This mask is high on "Hope."
Some masks are for hiding. Some, such as Jim Carrey's in The Mask, are for putting on other, more efficacious faces. Ryo Mikami's masks are stand-ins for a whole spectrum of human emotions—just don't rely on the placards to illuminate which emotions they are.
Mikami’s masks are docile. They are made of pit-fired ceramic with stone inlay, their expressions quietly transfixed amid the low, intimate ceilings and warm but subdued atmosphere of Touching Stone Gallery. The exhibition is titled Mujo (Impermanence) , which must have to do more with life’s endless fluttering of emotions than those permanently cast in ceramic. The series begins with “Innocence” (a small, round child’s face that would best be titled “Asleep After Tantrum”) and goes through a strange series of non sequitur emotions in the journey of life, only to end with “Empty,” a singular translucent tea bowl. Bummer.

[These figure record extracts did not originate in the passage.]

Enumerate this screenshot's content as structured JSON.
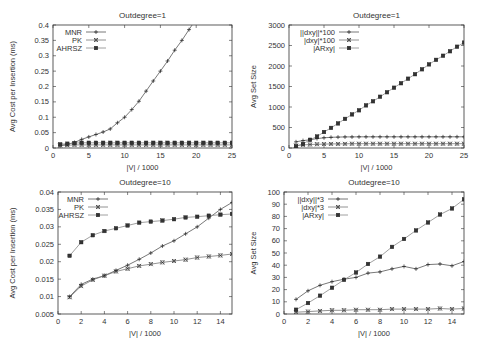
{
  "chart_data": [
    {
      "id": "tl",
      "type": "line",
      "title": "Outdegree=1",
      "xlabel": "|V| / 1000",
      "ylabel": "Avg Cost per Insertion (ms)",
      "xlim": [
        0,
        25
      ],
      "ylim": [
        0,
        0.4
      ],
      "xticks": [
        0,
        5,
        10,
        15,
        20,
        25
      ],
      "yticks": [
        0,
        0.05,
        0.1,
        0.15,
        0.2,
        0.25,
        0.3,
        0.35,
        0.4
      ],
      "ytick_labels": [
        "0",
        "0.05",
        "0.1",
        "0.15",
        "0.2",
        "0.25",
        "0.3",
        "0.35",
        "0.4"
      ],
      "legend_position": "top-left",
      "grid": false,
      "plot_box": {
        "x0": 53,
        "x1": 232,
        "y0": 148,
        "y1": 25
      },
      "series": [
        {
          "name": "MNR",
          "marker": "plus",
          "x": [
            1,
            2,
            3,
            4,
            5,
            6,
            7,
            8,
            9,
            10,
            11,
            12,
            13,
            14,
            15,
            16,
            17,
            18,
            19,
            20
          ],
          "y": [
            0.008,
            0.012,
            0.018,
            0.028,
            0.036,
            0.044,
            0.052,
            0.062,
            0.082,
            0.1,
            0.125,
            0.152,
            0.185,
            0.218,
            0.25,
            0.283,
            0.318,
            0.35,
            0.385,
            0.42
          ]
        },
        {
          "name": "PK",
          "marker": "x",
          "x": [
            1,
            2,
            3,
            4,
            5,
            6,
            7,
            8,
            9,
            10,
            11,
            12,
            13,
            14,
            15,
            16,
            17,
            18,
            19,
            20,
            21,
            22,
            23,
            24,
            25
          ],
          "y": [
            0.008,
            0.009,
            0.01,
            0.01,
            0.01,
            0.01,
            0.01,
            0.01,
            0.01,
            0.01,
            0.01,
            0.01,
            0.01,
            0.01,
            0.01,
            0.01,
            0.01,
            0.01,
            0.01,
            0.01,
            0.01,
            0.01,
            0.01,
            0.01,
            0.01
          ]
        },
        {
          "name": "AHRSZ",
          "marker": "square",
          "x": [
            1,
            2,
            3,
            4,
            5,
            6,
            7,
            8,
            9,
            10,
            11,
            12,
            13,
            14,
            15,
            16,
            17,
            18,
            19,
            20,
            21,
            22,
            23,
            24,
            25
          ],
          "y": [
            0.012,
            0.014,
            0.016,
            0.017,
            0.017,
            0.017,
            0.017,
            0.017,
            0.017,
            0.017,
            0.017,
            0.017,
            0.017,
            0.017,
            0.017,
            0.017,
            0.017,
            0.017,
            0.017,
            0.017,
            0.017,
            0.017,
            0.017,
            0.017,
            0.017
          ]
        }
      ]
    },
    {
      "id": "tr",
      "type": "line",
      "title": "Outdegree=1",
      "xlabel": "|V| / 1000",
      "ylabel": "Avg Set Size",
      "xlim": [
        0,
        25
      ],
      "ylim": [
        0,
        3000
      ],
      "xticks": [
        0,
        5,
        10,
        15,
        20,
        25
      ],
      "yticks": [
        0,
        500,
        1000,
        1500,
        2000,
        2500,
        3000
      ],
      "ytick_labels": [
        "0",
        "500",
        "1000",
        "1500",
        "2000",
        "2500",
        "3000"
      ],
      "legend_position": "top-left",
      "grid": false,
      "plot_box": {
        "x0": 289,
        "x1": 464,
        "y0": 148,
        "y1": 25
      },
      "series": [
        {
          "name": "||dxy||*100",
          "marker": "plus",
          "x": [
            1,
            2,
            3,
            4,
            5,
            6,
            7,
            8,
            9,
            10,
            11,
            12,
            13,
            14,
            15,
            16,
            17,
            18,
            19,
            20,
            21,
            22,
            23,
            24,
            25
          ],
          "y": [
            150,
            180,
            200,
            230,
            250,
            260,
            265,
            270,
            270,
            272,
            272,
            272,
            272,
            272,
            272,
            272,
            272,
            272,
            272,
            272,
            272,
            272,
            272,
            272,
            272
          ]
        },
        {
          "name": "|dxy|*100",
          "marker": "x",
          "x": [
            1,
            2,
            3,
            4,
            5,
            6,
            7,
            8,
            9,
            10,
            11,
            12,
            13,
            14,
            15,
            16,
            17,
            18,
            19,
            20,
            21,
            22,
            23,
            24,
            25
          ],
          "y": [
            60,
            75,
            85,
            90,
            95,
            100,
            100,
            102,
            105,
            105,
            105,
            105,
            105,
            105,
            105,
            105,
            105,
            105,
            105,
            105,
            105,
            105,
            105,
            105,
            105
          ]
        },
        {
          "name": "|ARxy|",
          "marker": "square",
          "x": [
            1,
            2,
            3,
            4,
            5,
            6,
            7,
            8,
            9,
            10,
            11,
            12,
            13,
            14,
            15,
            16,
            17,
            18,
            19,
            20,
            21,
            22,
            23,
            24,
            25
          ],
          "y": [
            40,
            100,
            200,
            280,
            390,
            490,
            600,
            710,
            820,
            920,
            1040,
            1140,
            1250,
            1360,
            1470,
            1580,
            1690,
            1800,
            1920,
            2040,
            2150,
            2250,
            2360,
            2470,
            2570
          ]
        }
      ]
    },
    {
      "id": "bl",
      "type": "line",
      "title": "Outdegree=10",
      "xlabel": "|V| / 1000",
      "ylabel": "Avg Cost per Insertion (ms)",
      "xlim": [
        0,
        15
      ],
      "ylim": [
        0.005,
        0.04
      ],
      "xticks": [
        0,
        2,
        4,
        6,
        8,
        10,
        12,
        14
      ],
      "yticks": [
        0.005,
        0.01,
        0.015,
        0.02,
        0.025,
        0.03,
        0.035,
        0.04
      ],
      "ytick_labels": [
        "0.005",
        "0.01",
        "0.015",
        "0.02",
        "0.025",
        "0.03",
        "0.035",
        "0.04"
      ],
      "legend_position": "top-left",
      "grid": false,
      "plot_box": {
        "x0": 58,
        "x1": 232,
        "y0": 314,
        "y1": 192
      },
      "series": [
        {
          "name": "MNR",
          "marker": "plus",
          "x": [
            1,
            2,
            3,
            4,
            5,
            6,
            7,
            8,
            9,
            10,
            11,
            12,
            13,
            14,
            15
          ],
          "y": [
            0.01,
            0.0135,
            0.015,
            0.016,
            0.0175,
            0.019,
            0.0207,
            0.0225,
            0.0245,
            0.026,
            0.028,
            0.03,
            0.0325,
            0.035,
            0.037
          ]
        },
        {
          "name": "PK",
          "marker": "x",
          "x": [
            1,
            2,
            3,
            4,
            5,
            6,
            7,
            8,
            9,
            10,
            11,
            12,
            13,
            14,
            15
          ],
          "y": [
            0.0098,
            0.013,
            0.0148,
            0.016,
            0.0172,
            0.018,
            0.0188,
            0.0193,
            0.0198,
            0.0202,
            0.0206,
            0.0212,
            0.0215,
            0.0218,
            0.0222
          ]
        },
        {
          "name": "AHRSZ",
          "marker": "square",
          "x": [
            1,
            2,
            3,
            4,
            5,
            6,
            7,
            8,
            9,
            10,
            11,
            12,
            13,
            14,
            15
          ],
          "y": [
            0.0217,
            0.0256,
            0.0276,
            0.0288,
            0.0296,
            0.0304,
            0.0312,
            0.0315,
            0.0318,
            0.0322,
            0.0327,
            0.0329,
            0.0332,
            0.0335,
            0.0337
          ]
        }
      ]
    },
    {
      "id": "br",
      "type": "line",
      "title": "Outdegree=10",
      "xlabel": "|V| / 1000",
      "ylabel": "Avg Set Size",
      "xlim": [
        0,
        15
      ],
      "ylim": [
        0,
        100
      ],
      "xticks": [
        0,
        2,
        4,
        6,
        8,
        10,
        12,
        14
      ],
      "yticks": [
        0,
        10,
        20,
        30,
        40,
        50,
        60,
        70,
        80,
        90,
        100
      ],
      "ytick_labels": [
        "0",
        "10",
        "20",
        "30",
        "40",
        "50",
        "60",
        "70",
        "80",
        "90",
        "100"
      ],
      "legend_position": "top-left",
      "grid": false,
      "plot_box": {
        "x0": 284,
        "x1": 464,
        "y0": 314,
        "y1": 192
      },
      "series": [
        {
          "name": "||dxy||*3",
          "marker": "plus",
          "x": [
            1,
            2,
            3,
            4,
            5,
            6,
            7,
            8,
            9,
            10,
            11,
            12,
            13,
            14,
            15
          ],
          "y": [
            12,
            19,
            23.5,
            26.5,
            28.5,
            30,
            33.5,
            34.5,
            37,
            39,
            37,
            40.5,
            41,
            39.5,
            43
          ]
        },
        {
          "name": "|dxy|*3",
          "marker": "x",
          "x": [
            1,
            2,
            3,
            4,
            5,
            6,
            7,
            8,
            9,
            10,
            11,
            12,
            13,
            14,
            15
          ],
          "y": [
            1.5,
            2,
            2.5,
            3,
            3,
            3.5,
            3.5,
            3.5,
            4,
            4,
            4,
            4,
            4.5,
            4,
            4.5
          ]
        },
        {
          "name": "|ARxy|",
          "marker": "square",
          "x": [
            1,
            2,
            3,
            4,
            5,
            6,
            7,
            8,
            9,
            10,
            11,
            12,
            13,
            14,
            15
          ],
          "y": [
            3.5,
            9,
            15,
            21.5,
            28,
            34,
            41,
            47,
            55,
            61.5,
            68.5,
            75,
            81.5,
            86.5,
            94
          ]
        }
      ]
    }
  ]
}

Each mask was molded from the back while Mikami, who was born and educated in Japan, fixated on a certain emotion, which he later associated with a kanji—Chinese characters used in modern Japanese. Afterward, noses were added, lips split, eyebrows carved—all in the service of that specific emotion. The pieces are all named after their respective kanji characters. But the titles, at least as translated into English, can be baffling.

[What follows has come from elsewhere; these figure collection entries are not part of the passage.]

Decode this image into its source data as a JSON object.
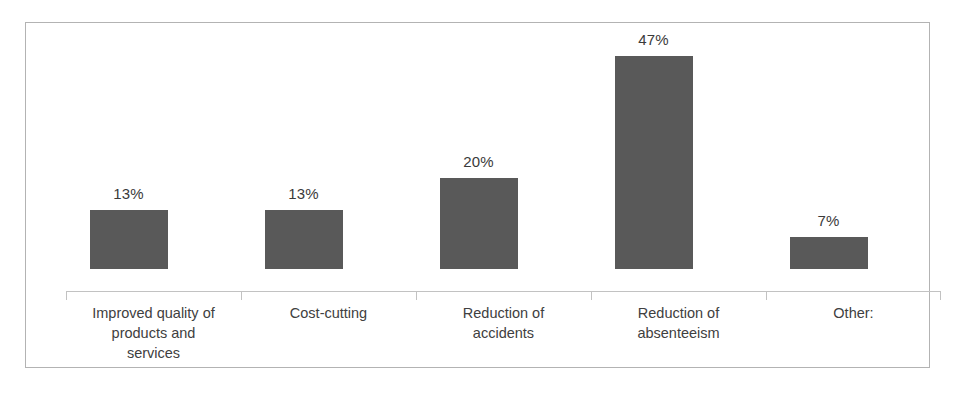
{
  "chart_data": {
    "type": "bar",
    "title": "",
    "subtitle": "",
    "xlabel": "",
    "ylabel": "",
    "grid": false,
    "legend": false,
    "axis_visible": true,
    "value_label_suffix": "%",
    "ylim": [
      0,
      47
    ],
    "categories": [
      "Improved quality of\nproducts and\nservices",
      "Cost-cutting",
      "Reduction of\naccidents",
      "Reduction of\nabsenteeism",
      "Other:"
    ],
    "values": [
      13,
      13,
      20,
      47,
      7
    ],
    "value_labels": [
      "13%",
      "13%",
      "20%",
      "47%",
      "7%"
    ],
    "colors": {
      "bar_fill": "#595959",
      "axis_line": "#c2c2c2",
      "frame_border": "#b3b3b3",
      "value_label_text": "#3a3a3a",
      "category_label_text": "#404040",
      "background": "#ffffff"
    }
  }
}
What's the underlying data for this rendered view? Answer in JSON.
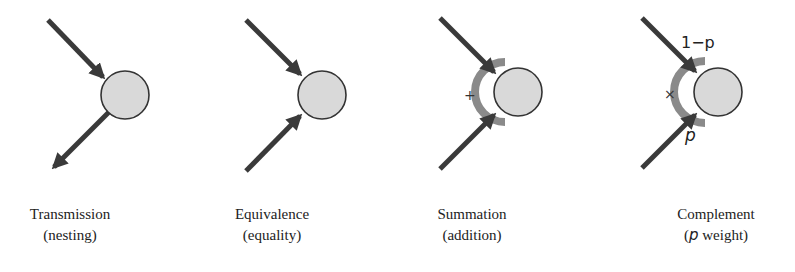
{
  "panels": [
    {
      "title": "Transmission",
      "subtitle": "(nesting)",
      "operator": ""
    },
    {
      "title": "Equivalence",
      "subtitle": "(equality)",
      "operator": ""
    },
    {
      "title": "Summation",
      "subtitle": "(addition)",
      "operator": "+"
    },
    {
      "title": "Complement",
      "subtitle_prefix": "(",
      "subtitle_var": "p",
      "subtitle_rest": " weight)",
      "operator": "×",
      "top_weight": "1−p",
      "bottom_weight": "p"
    }
  ],
  "colors": {
    "arrow": "#3a3a3a",
    "node_fill": "#d9d9d9",
    "node_stroke": "#333333",
    "arc": "#8a8a8a"
  }
}
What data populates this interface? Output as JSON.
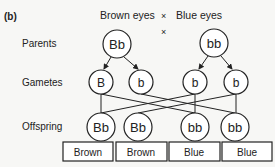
{
  "figure_label": "(b)",
  "header": {
    "left": "Brown eyes",
    "cross": "×",
    "right": "Blue eyes"
  },
  "cross_symbol": "×",
  "rows": {
    "parents": "Parents",
    "gametes": "Gametes",
    "offspring": "Offspring"
  },
  "parents": [
    {
      "genotype": "Bb",
      "phenotype": "Brown eyes"
    },
    {
      "genotype": "bb",
      "phenotype": "Blue eyes"
    }
  ],
  "gametes": [
    {
      "allele": "B",
      "from": "Bb"
    },
    {
      "allele": "b",
      "from": "Bb"
    },
    {
      "allele": "b",
      "from": "bb"
    },
    {
      "allele": "b",
      "from": "bb"
    }
  ],
  "offspring": [
    {
      "genotype": "Bb",
      "phenotype": "Brown"
    },
    {
      "genotype": "Bb",
      "phenotype": "Brown"
    },
    {
      "genotype": "bb",
      "phenotype": "Blue"
    },
    {
      "genotype": "bb",
      "phenotype": "Blue"
    }
  ],
  "colors": {
    "stroke": "#222222",
    "background": "#f7f7f5"
  }
}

"Deep" looks "Suspicious," "Content" might just be "Distrustful," whereas "Hope" is certainly "High." In fact, rarely do the faces—piked up by rods or mounted on walls—coincide with the English understandings of their names. Some of the titles don't even seem like emotions at all: "Transcend" seems to be "Remembering Something," while "Clear" has clearly been "Lied To," and "Wish" can only hope to be "Trying to See."

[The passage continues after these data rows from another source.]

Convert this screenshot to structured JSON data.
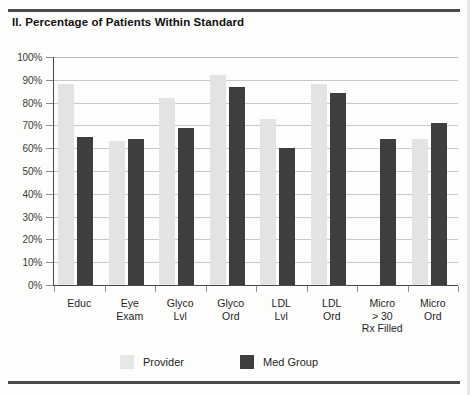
{
  "chart_data": {
    "type": "bar",
    "title": "II. Percentage of Patients Within Standard",
    "xlabel": "",
    "ylabel": "",
    "ylim": [
      0,
      100
    ],
    "grid": true,
    "legend_position": "bottom",
    "categories": [
      [
        "Educ"
      ],
      [
        "Eye",
        "Exam"
      ],
      [
        "Glyco",
        "Lvl"
      ],
      [
        "Glyco",
        "Ord"
      ],
      [
        "LDL",
        "Lvl"
      ],
      [
        "LDL",
        "Ord"
      ],
      [
        "Micro",
        "> 30",
        "Rx Filled"
      ],
      [
        "Micro",
        "Ord"
      ]
    ],
    "ytick_labels": [
      "100%",
      "90%",
      "80%",
      "70%",
      "60%",
      "50%",
      "40%",
      "30%",
      "20%",
      "10%",
      "0%"
    ],
    "ytick_values": [
      100,
      90,
      80,
      70,
      60,
      50,
      40,
      30,
      20,
      10,
      0
    ],
    "series": [
      {
        "name": "Provider",
        "color": "#e3e3e1",
        "values": [
          88,
          63,
          82,
          92,
          73,
          88,
          0,
          64
        ]
      },
      {
        "name": "Med Group",
        "color": "#3e3e3e",
        "values": [
          65,
          64,
          69,
          87,
          60,
          84,
          64,
          71
        ]
      }
    ]
  },
  "legend": {
    "items": [
      {
        "label": "Provider",
        "color": "#e3e3e1"
      },
      {
        "label": "Med Group",
        "color": "#3e3e3e"
      }
    ]
  }
}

Recent studies show there are minute differences in how cultures perceive facial expressions, but it seems more likely that the discrepancies arise from the titles' translations. The titles are only approximations of the kanji characters Mikami considered when creating the pieces, according to an interview with the gallery's owners by Pasatiempo. Those characters, we're told, don't have exact translations in English. Perhaps the strange expressions are just the terms lost in translation.
But why translate the untranslatable in the first place? Moving poetic terms from one language to another brings many pitfalls, as it's hard enough to find an equivalent word, let alone one that captures historical and cultural associations. Individual words could be further explicated with a few sentences on etymology, but then their singular elegance would be lost. Vladimir Nabokov, in his "Problems of Translation: Onegin in English" essay, said, "I want translations with copious footnotes, footnotes reaching up like skyscrapers to the top of this or that page so as to leave only the gleam of one eternal line between commentary and eternity." These kanji could probably get by with just a clip of context.
Let's say one understands the kanji and these titles make sense. The works themselves become more satisfying to swallow. They bear a spare and ascetic Eastern aesthetic, which causes some of the pieces' slight variations or adornments to seem massive. The blue twinkle on the forehead and within the eye of "Desire" is an ocean; "Pleased," with a heart on its forehead, a tear below its eye and a bear claw pattern on the side of its face, is a mystery of epic proportions.
The masks' emotions are written indelibly across their faces. Just don't tell them—or us—how to feel.